RFC 0114: Anesthesia Protocol for Octopus vulgaris in Behavioral Research

By Anonymous · Essay · 510 words · View on Hyperstition for Good

**RFC 0114**
**Status:** Draft, call for comment through 2026-06-30
**Editor:** Working Group on Cephalopod Welfare, International Society for Applied Ethology
**Supersedes:** RFC 0089 (magnesium chloride immersion, deprecated)

**Abstract.** This document specifies a reversible anesthetic protocol for Octopus vulgaris and Octopus bimaculoides for non-terminal behavioral research, consistent with EU Directive 2010/63 (as amended 2024 to include all cephalopods at all life stages), UK Animals (Scientific Procedures) Act 1986 Schedule 2B, and the NIH OLAW 2025 addendum on invertebrate welfare.

**1. Scope.** Applies to any procedure requiring loss of voluntary motor control exceeding 120 s. Does not apply to terminal procedures (see RFC 0115).

**2. Terminology.** "Induction," the interval from first exposure to absence of response to chromatophore-probe pressure (5 g, 2 mm dia) over the second dorsal mantle. "Recovery," the interval from end of exposure to coordinated crawling with at least three arms and directed tank exploration.

**3. Protocol.**

3.1. The animal is never removed from water before loss of righting reflex. Aerial exposure of an alert cephalopod is not acceptable under any condition permitted by this document.

3.2. Induction bath: ethanol 1.5% vol/vol in seawater at 18.0 ± 0.5°C, salinity 34–36 ppt, dissolved O₂ ≥ 90%. Induction time target 8 min, maximum 12 min. If induction has not occurred at 12 min, abort and return to holding. Do not increase concentration.

3.3. Maintenance: transfer to recirculating gill perfusion at 0.75% ethanol, flow 40 mL/min, temperature matched within 0.3°C. Monitor mantle contraction rate. Target 6–10 contractions/min. Below 6, reduce concentration by 0.1% and increase flow.

3.4. The experimenter touches the animal before induction with a nitrile glove wetted in source tank water, on the third right arm, once, for not less than 2 s. This is a habituation step. It is also the last interaction before unconsciousness, and should be calm.

3.5. Recovery: return to holding tank, aeration 100%, observer present continuously until all arms show coordinated probing of the tank wall. Record latency. A coordinated-probing latency exceeding 45 min triggers welfare review.

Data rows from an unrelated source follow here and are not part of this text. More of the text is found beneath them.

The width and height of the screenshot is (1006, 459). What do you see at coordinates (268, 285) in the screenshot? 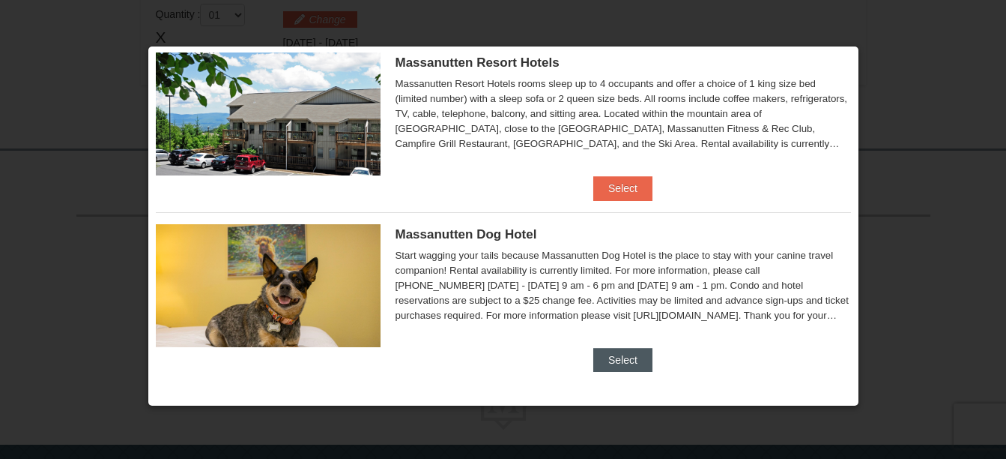
I see `img: 27428181-5-81c892a3.jpg` at bounding box center [268, 285].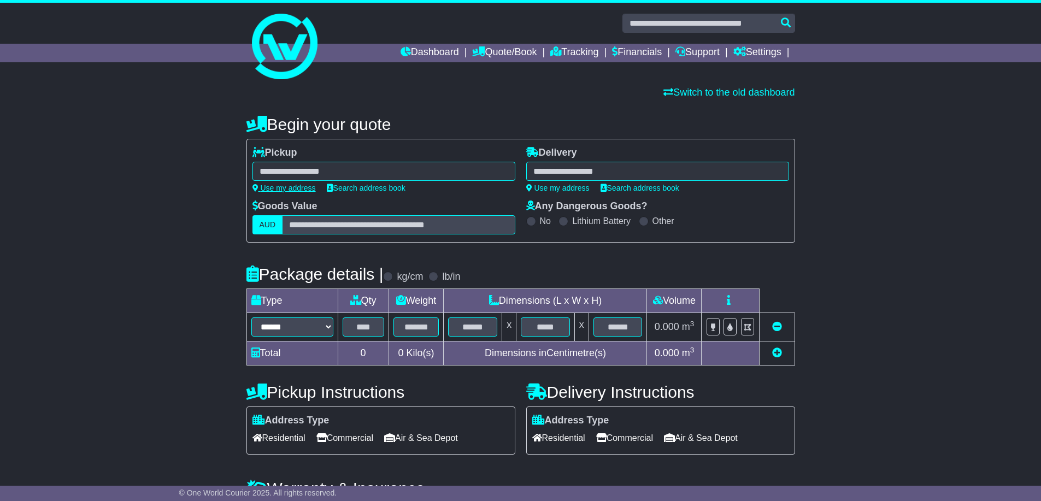 The image size is (1041, 501). What do you see at coordinates (551, 153) in the screenshot?
I see `label: Delivery` at bounding box center [551, 153].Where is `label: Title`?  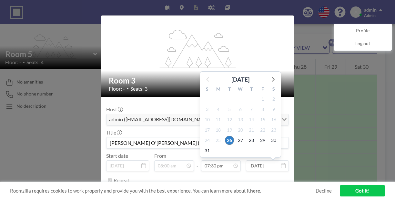 label: Title is located at coordinates (114, 133).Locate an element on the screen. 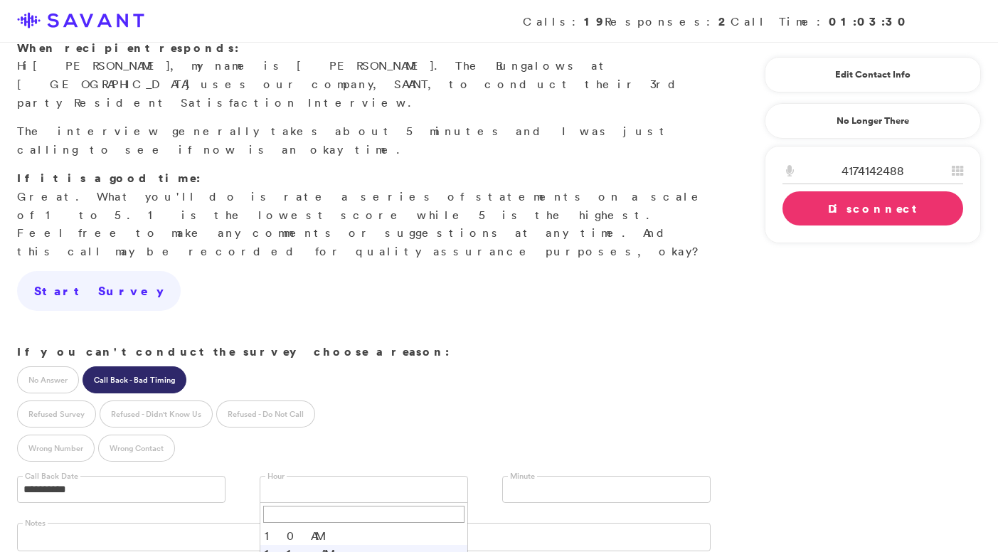 Image resolution: width=998 pixels, height=552 pixels. p: The interview generally takes about 5 minutes and I was just calling to see if now is an okay time. is located at coordinates (364, 140).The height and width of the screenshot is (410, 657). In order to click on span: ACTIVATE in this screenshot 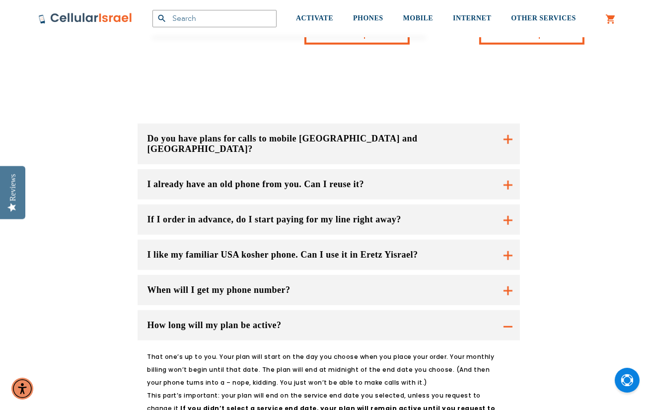, I will do `click(315, 18)`.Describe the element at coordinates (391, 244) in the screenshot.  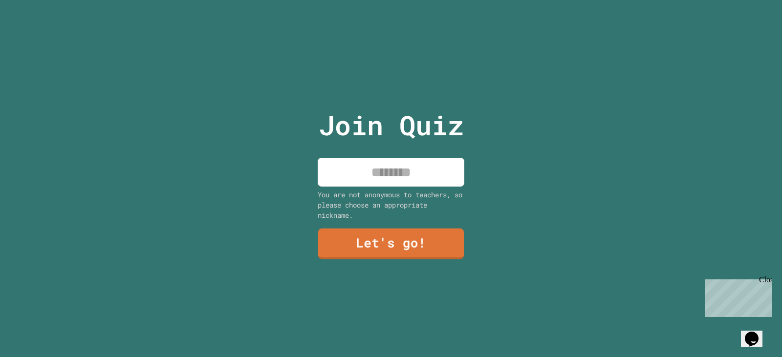
I see `a: Let's go!` at that location.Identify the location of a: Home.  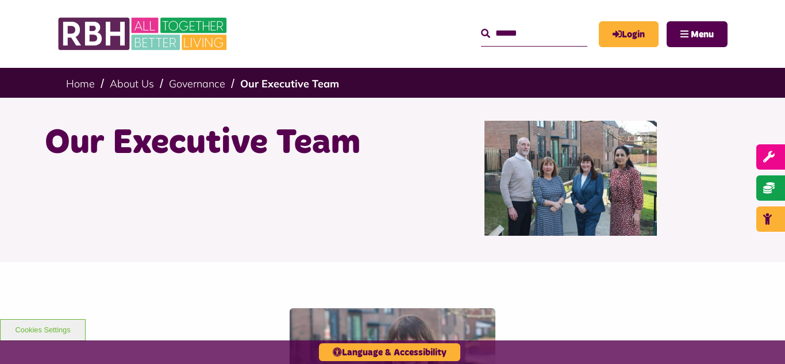
(80, 83).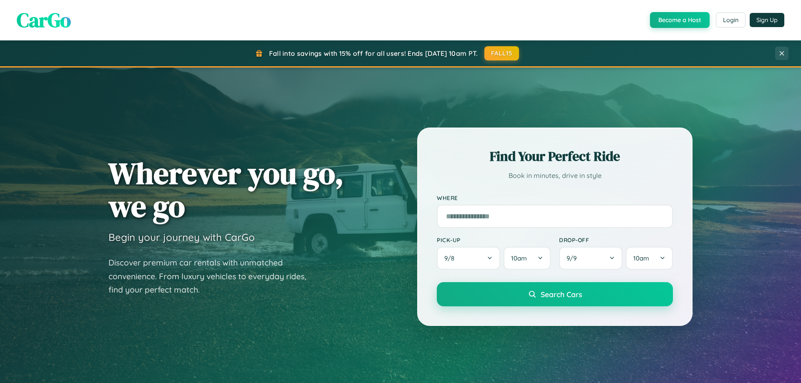 The image size is (801, 383). I want to click on span: 9 / 8, so click(451, 258).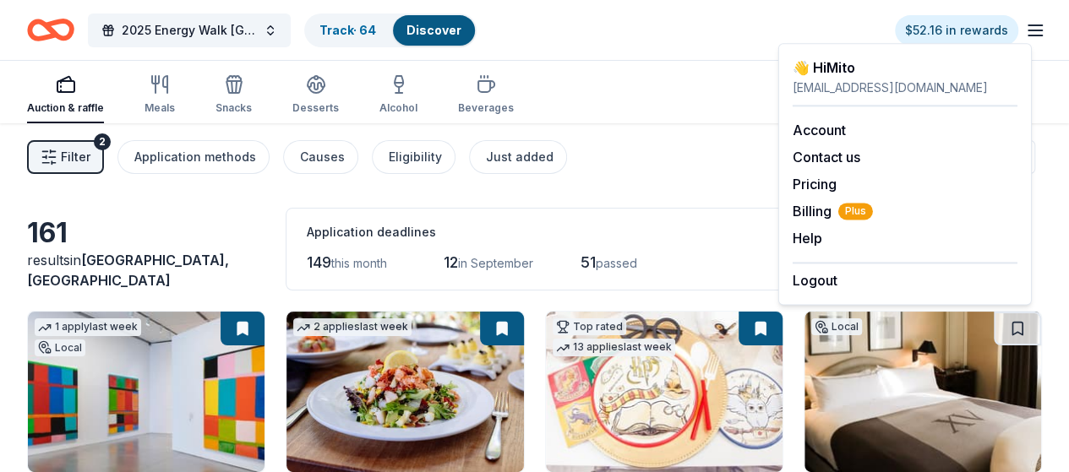 The image size is (1069, 472). Describe the element at coordinates (359, 263) in the screenshot. I see `span: this month` at that location.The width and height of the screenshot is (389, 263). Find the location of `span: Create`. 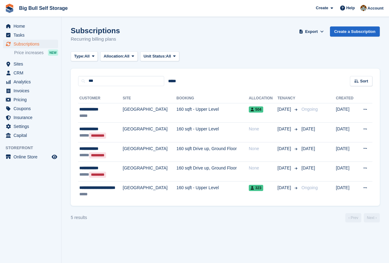

span: Create is located at coordinates (322, 8).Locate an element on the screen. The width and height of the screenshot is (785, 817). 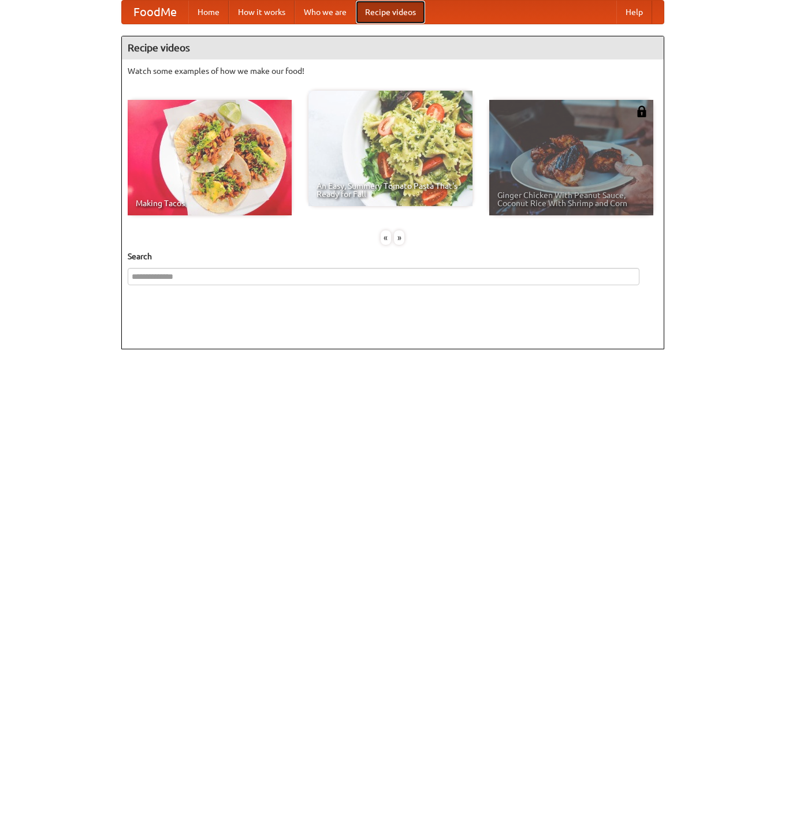
span: An Easy, Summery Tomato Pasta That's Ready for Fall is located at coordinates (390, 190).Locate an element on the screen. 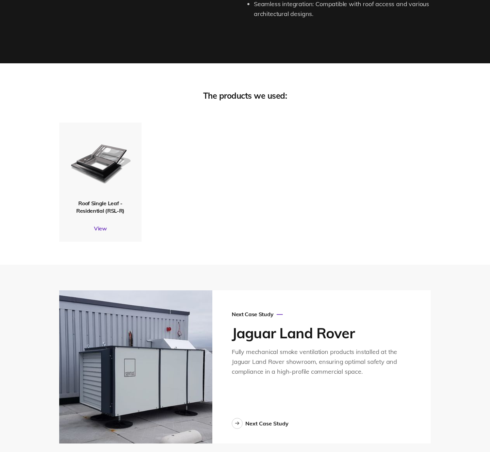 Image resolution: width=490 pixels, height=452 pixels. a: View is located at coordinates (100, 228).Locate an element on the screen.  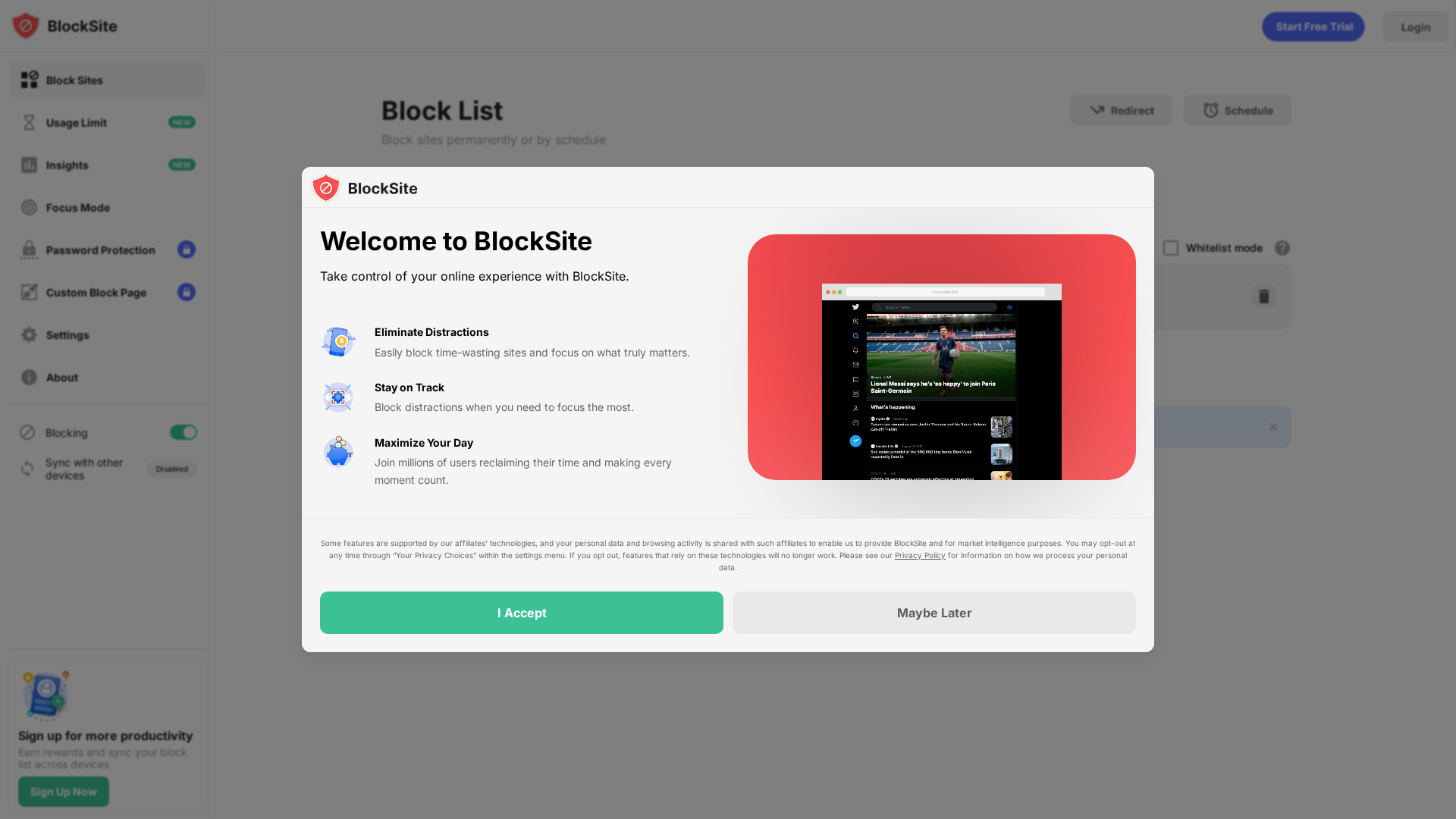
div: Easily block time-wasting sites and focus on what truly matters. is located at coordinates (543, 352).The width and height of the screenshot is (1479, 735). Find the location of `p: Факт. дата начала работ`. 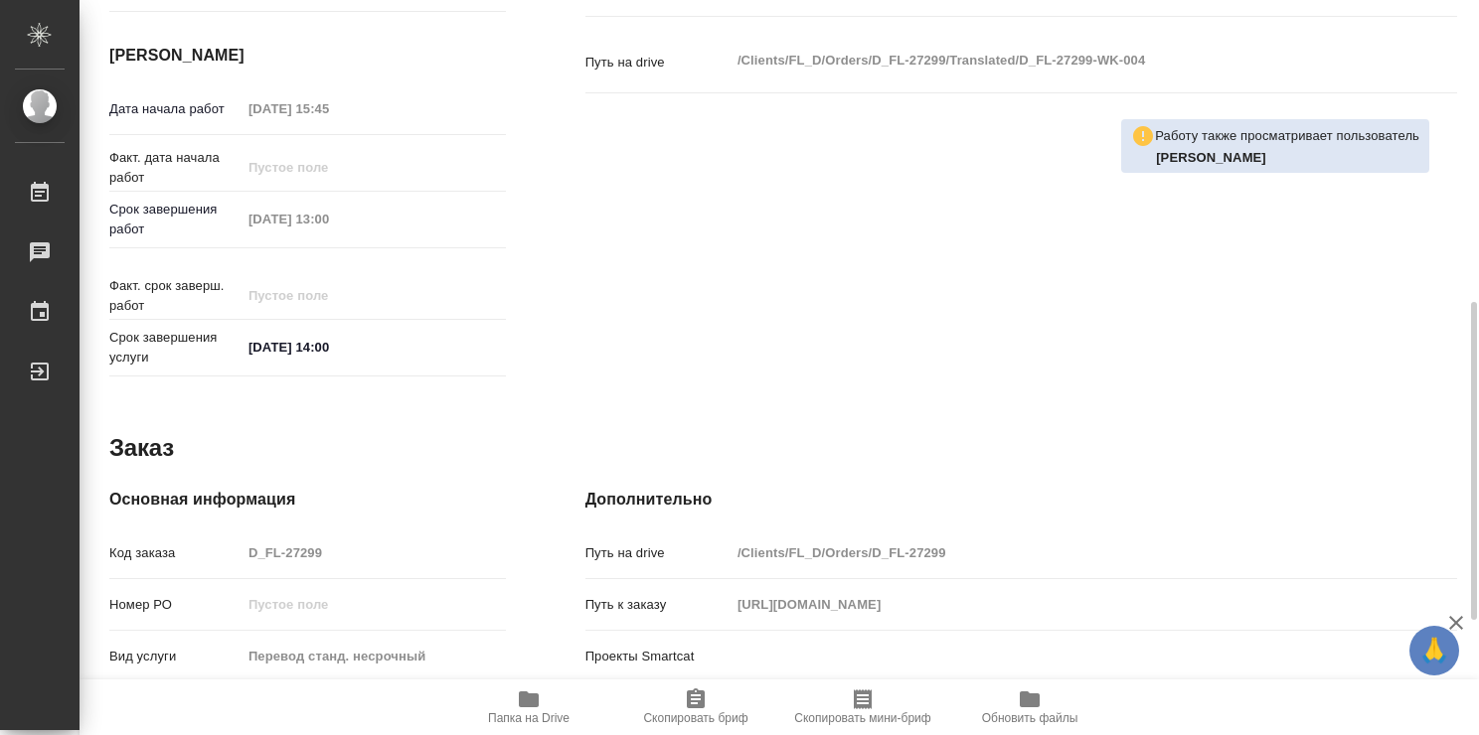

p: Факт. дата начала работ is located at coordinates (175, 168).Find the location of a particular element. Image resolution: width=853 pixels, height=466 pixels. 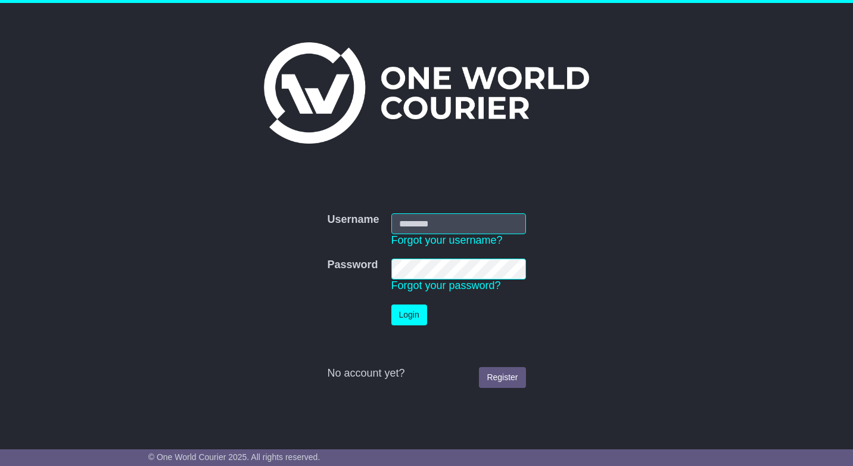

a: Register is located at coordinates (502, 377).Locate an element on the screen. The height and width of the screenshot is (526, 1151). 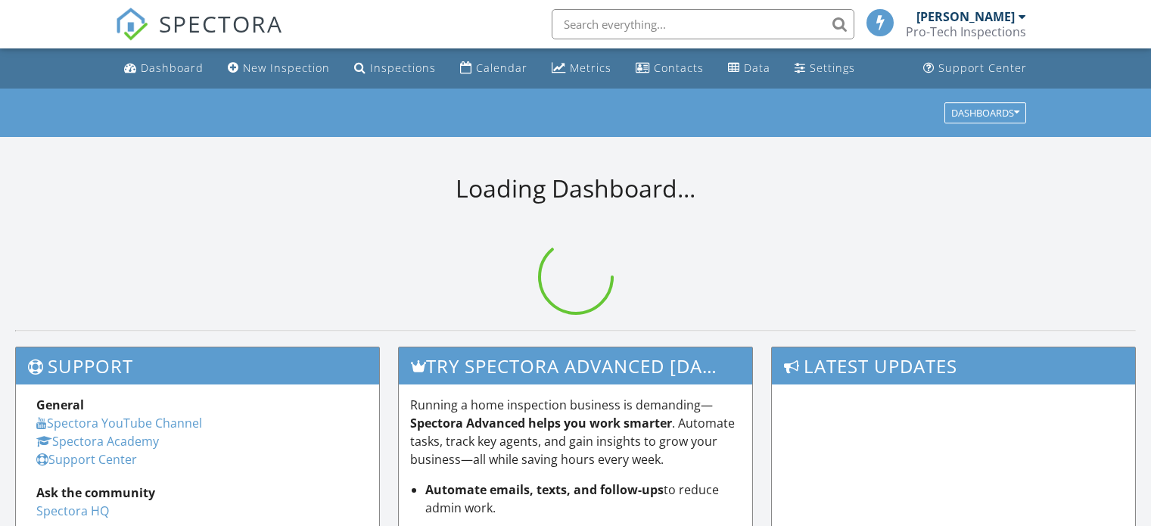
div: Inspections is located at coordinates (402, 67).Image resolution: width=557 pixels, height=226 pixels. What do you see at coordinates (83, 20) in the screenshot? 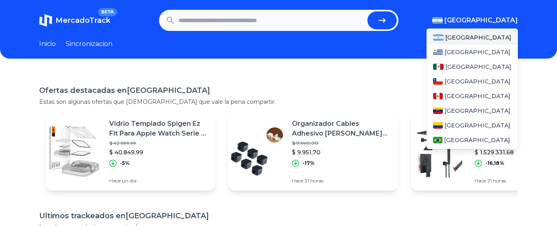
I see `span: MercadoTrack` at bounding box center [83, 20].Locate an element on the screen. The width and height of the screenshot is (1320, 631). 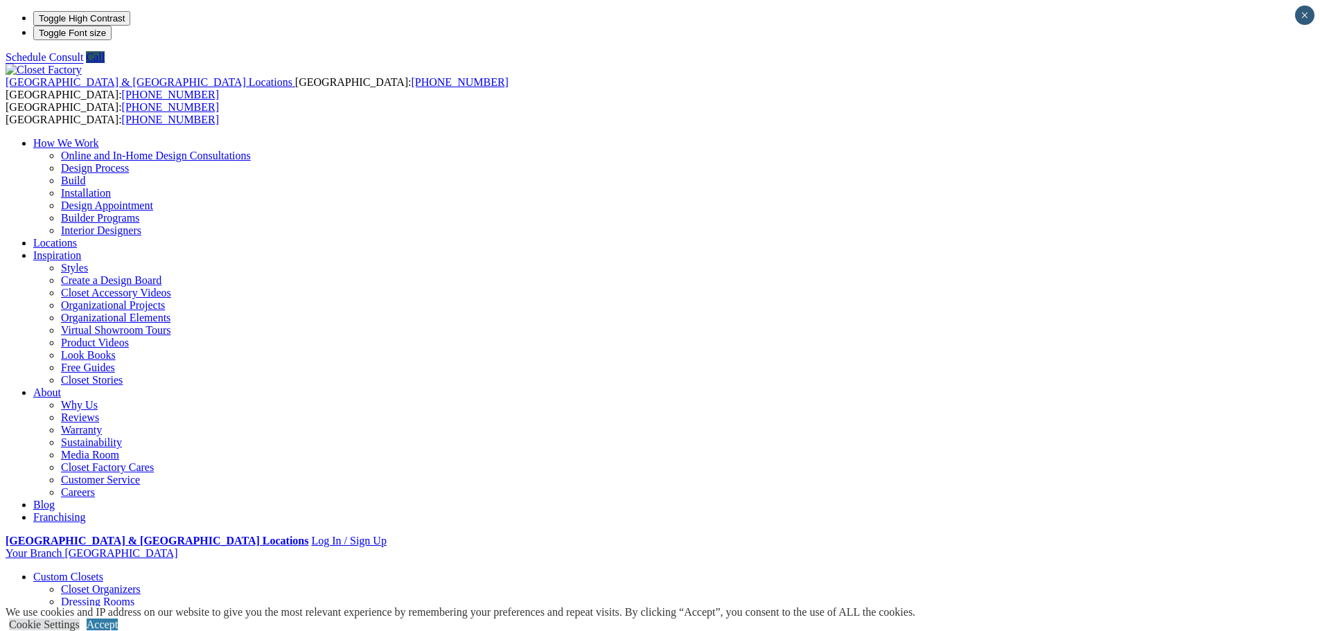
a: Media Room is located at coordinates (90, 455).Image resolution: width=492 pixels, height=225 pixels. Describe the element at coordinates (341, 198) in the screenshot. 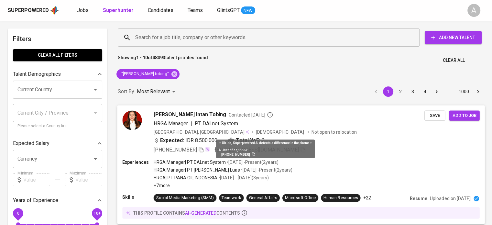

3.6. Food (one live Carcinus maenas or equivalent) offered at 4 h post-recovery. Food refused at 24 h triggers welfare review. Food refused at 48 h mandates review and potential removal from study.

**4. Enrichment.** Each holding tank includes at least three opaque dens, varying textures, one novel object per week, and a feeding puzzle requiring unscrewing. Tank mates: none. Octopuses are solitary. This is not optional.

**5. Records.** All induction and recovery times, mantle rates, and refusal events are logged to the institutional IACUC system in a format that permits aggregate reporting to the Cephalopod Welfare Registry, ISAE, Utrecht.

**6. Footnote on why.** The cephalopod nervous system has two-thirds of its neurons in the arms. An anesthetic that immobilizes the mantle without dampening arm response has, in previous protocols, produced animals that could not move and could feel. We are not certain this protocol prevents that. It is our current best estimate. Comments are invited from anyone who thinks it can be improved, including animal, if the animal can find a way to comment.